Claude's brilliant and beautiful clams in a tomato-flecked garlic butter didn't work. The clams toughened every time. Twice the kidneys have been sadly mundane. The flesh of his sole Catalane could not be more delicate, but the onions beneath would taste better caramelized and the sauce needs acid for balance. And the wine list is misleading. Half the better wines are already gone. (The list has just been intelligently revised.) But there is a lively Beaujolais nouveau, fruity and good for $9. House wine by the glass costs $2.50. The red is a fine Maître d'Estournel ‘74; the white is adequate.
All the desserts are staggeringly beautiful -- they look like porcelain. Claude's "petit pot de crème nuit et jour a la violette" sounds like a movie starring Catherine Deneuve. And it is stunning. But underneath the whipped cream rosettes and candied violets is a simple little custard guarded by a moat of mundane chocolate. The puff pastry needs work. The Ruche Edouard VII is more thrilling to the eye than to the sweet tooth, and the soufflé Isabelle is not wantonly chocolate -- it is stingy and desperately needs a double dose of sabayon sauce. But there are stunning little pastries, miniature mille-feuilles, cream puffs, and tartelettes. And soon, homemade sorbets.
Best to my taste is the frozen vanilla soufflé layered with currant jam and the crunchy succés ganache, with its creamy, rich chocolate mousse and crisp meringue. The homemade palmiers and almond tuiles cookies are served in a stunning basket with flowers wound round its handle -- every thing cast in sugar -- a twin of the basket Claude left behind at the Palace.
No one questions Claude's artistry.
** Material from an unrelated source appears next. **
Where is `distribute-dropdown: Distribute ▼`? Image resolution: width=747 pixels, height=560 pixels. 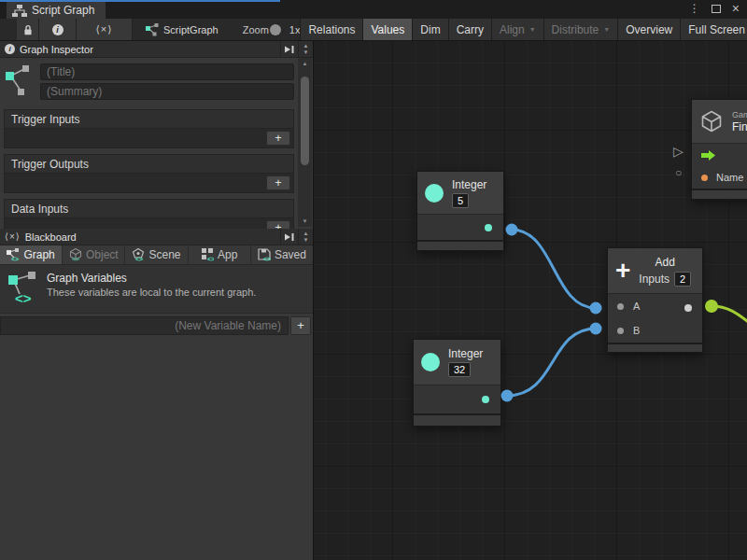
distribute-dropdown: Distribute ▼ is located at coordinates (581, 30).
What worries those who love his food and are moved by his seriousness and vulnerability is his erratic performance. This is his chance. A lovely little restaurant…his own…filled, with a hungry claque already joined in celebration. Can he find the pace he heeds?
I sip the molten cream of Claude's scallop soup. Inhale its delicate sea scent. Crunch drifting vegetable ribbons. My companion, the Wall Street Voluptuary, is critical. "This is not a soup," he complains, "This is a sauce. It coats the tongue."
I look at him as if he were mad. In matters of sublime excess, we almost always agree. "You fool," I cry. "This is heaven. When it comes to soup, I'll take a cup of sauce any day."
969 Lexington Avenue, near 70th Street.